Most people worried about automation picture a wave of robots sweeping across every industry until only the most creative jobs survive. A new paper from one of the world’s top economists on automation flips that script entirely — and the conclusion is both more comforting and more unsettling than the usual dystopian forecast.
Pascual Restrepo, an associate professor of economics at Yale and one of the leading researchers studying how technology affects workers, argues in a working paper for the National Bureau of Economic Research that the majority of human work will not be automated even in a world with artificial general intelligence. It is not that AI cannot do the job. It is that most of what people earn a living doing is simply not important enough to justify replacing.
Not Obsolete, Just Unimportant
The core insight of the paper, titled We Won’t Be Missed: Work and Growth in the AGI World, is that AGI does not make human skills obsolete. It revalues them. The scarce resource in the new economy is not intelligence or expertise — it is compute, the raw computational power needed to run AI systems.
In restrepo’s model, human labor gets priced at what it would take to replicate it with machines. And since computing power is being poured into the most economically critical tasks, many jobs are simply too trivial to warrant the investment. Hospitality, arts and crafts, customer service, design, and even academic research fall into what he calls “supplementary” work — things the economy can grow without.
Bottleneck Work vs. Everything Else
The paper divides work into two categories. “Bottleneck” tasks are essential for progress: energy production, infrastructure maintenance, scientific advancement, and national security. These are the tasks that AI and compute will tackle first and most aggressively.
“Supplementary” work is everything else. Baristas, novelists, live performers, hotel workers — their jobs survive not because humans have some irreplaceable magic, but because the massive computing resources required to automate them would never justify the return when AI has bigger challenges to address.
This means many service and hospitality roles could remain largely intact, not out of human preference but because the economic math says it is not worth the compute. Jobs in live entertainment and socially intensive work could persist in a form that looks remarkably familiar.
Keeping Your Job Does Not Mean Keeping Up
Here is where the research gets sobering. Surviving automation and thriving from economic growth are entirely separate things.
Restrepo models a world where wages detach from GDP. Today, as the economy grows, wages tend to rise alongside it. In an AGI economy, that connection breaks. Economic expansion is driven entirely by adding computational resources, and human labor — whether essential or supplementary — is valued only at the cost of replicating it with compute. That ceiling is, ultimately, low.
The paper’s starkest finding: labor’s share of GDP converges to zero. The total computing capacity of the economy could eventually reach 10 to the 54th power floating-point operations per second. All human brainpower combined amounts to roughly 10 to the 18th. When wages are anchored to replacement cost, human labor becomes economically marginal — not worthless, but a tiny fraction of the overall pie.
That raises a defining question: who owns the compute? BlackRock CEO Larry Fink warned in his annual letter that AI “threatens to repeat that pattern at an even larger scale,” concentrating wealth among those positioned to capture it. The top one percent of U.S. households already hold more wealth than the bottom 90 percent combined, and AI risks widening that divide further.
Restrepo suggests redistribution mechanisms like universal basic income, or treating compute as a public resource similar to land or natural capital and distributing its returns broadly.
Two Paths to Automation
Not all transitions are equal. Restrepo identifies two modes. A “compute-binding” path, where AI adoption is limited by available hardware, produces gradual adjustment and gives workers time to reallocate. An “algorithm-binding” path — closer to what is happening now, with AI capabilities advancing in sudden leaps — is far more destabilizing.
“Inequality may rise sharply,” he writes. “Workers whose tasks cannot yet be automated enjoy large temporary wage premiums, while others face sudden wage declines as theirs are.”
We can already see echoes of this in skilled trades. Electricians, plumbers, and HVAC technicians are commanding premium wages, particularly on data center construction projects. Construction workers building data centers earn roughly $81,800 annually — about 32 percent more than those on non-data center builds, according to hiring platform Skillit. Some electricians are earning $260,000 a year, and electrical work now accounts for 45 to 70 percent of data center construction costs.
The Paper’s Final Word
Restrepo does offer one reassurance: workers collectively are not made worse off by the transition. Because AGI expands the economy’s productive capacity, total labor income in the post-AGI world is higher than the pre-AGI baseline. The arrival of AI cannot make us collectively poorer, he argues, because society could always choose to ignore it and produce exactly as before.
But that aggregate gain means little if it concentrates at the top among data center owners and investors. Forty percent of Americans currently lack meaningful exposure to capital markets, and without structural changes such as tokenization or expanded retirement investment options, they will be left further behind.
The paper’s title, borrowed from its closing argument, captures the existential question at its center. Historically, work meant recognition that your efforts improved the world. In an AGI economy, that connection may not hold. The question is not whether AI will take your job. It may be that your job was never important enough for the question to matter in the first place.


Set the data down once more, exactly as it is written.

** Supplied material follows **

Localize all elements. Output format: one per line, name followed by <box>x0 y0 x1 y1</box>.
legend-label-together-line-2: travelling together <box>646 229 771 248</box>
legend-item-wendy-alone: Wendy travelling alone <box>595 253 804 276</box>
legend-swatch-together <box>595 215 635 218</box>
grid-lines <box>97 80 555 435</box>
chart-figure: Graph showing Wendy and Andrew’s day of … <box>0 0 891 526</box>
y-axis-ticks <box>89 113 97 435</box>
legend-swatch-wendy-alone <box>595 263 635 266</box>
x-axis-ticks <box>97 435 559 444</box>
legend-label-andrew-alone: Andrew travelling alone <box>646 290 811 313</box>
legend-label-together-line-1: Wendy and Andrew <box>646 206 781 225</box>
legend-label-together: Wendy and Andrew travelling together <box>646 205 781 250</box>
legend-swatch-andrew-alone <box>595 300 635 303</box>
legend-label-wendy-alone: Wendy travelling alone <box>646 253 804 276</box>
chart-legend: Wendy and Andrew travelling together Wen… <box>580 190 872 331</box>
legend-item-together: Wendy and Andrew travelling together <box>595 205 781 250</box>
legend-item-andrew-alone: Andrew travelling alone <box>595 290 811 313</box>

** End of Supplied material **

Reply |
Localize all elements. Output format: one per line, name followed by <box>x0 y0 x1 y1</box>.
legend-label-together-line-2: travelling together <box>646 229 771 248</box>
legend-item-wendy-alone: Wendy travelling alone <box>595 253 804 276</box>
legend-swatch-together <box>595 215 635 218</box>
grid-lines <box>97 80 555 435</box>
chart-figure: Graph showing Wendy and Andrew’s day of … <box>0 0 891 526</box>
y-axis-ticks <box>89 113 97 435</box>
legend-swatch-wendy-alone <box>595 263 635 266</box>
x-axis-ticks <box>97 435 559 444</box>
legend-label-andrew-alone: Andrew travelling alone <box>646 290 811 313</box>
legend-label-together-line-1: Wendy and Andrew <box>646 206 781 225</box>
legend-label-together: Wendy and Andrew travelling together <box>646 205 781 250</box>
legend-swatch-andrew-alone <box>595 300 635 303</box>
legend-label-wendy-alone: Wendy travelling alone <box>646 253 804 276</box>
chart-legend: Wendy and Andrew travelling together Wen… <box>580 190 872 331</box>
legend-item-together: Wendy and Andrew travelling together <box>595 205 781 250</box>
legend-item-andrew-alone: Andrew travelling alone <box>595 290 811 313</box>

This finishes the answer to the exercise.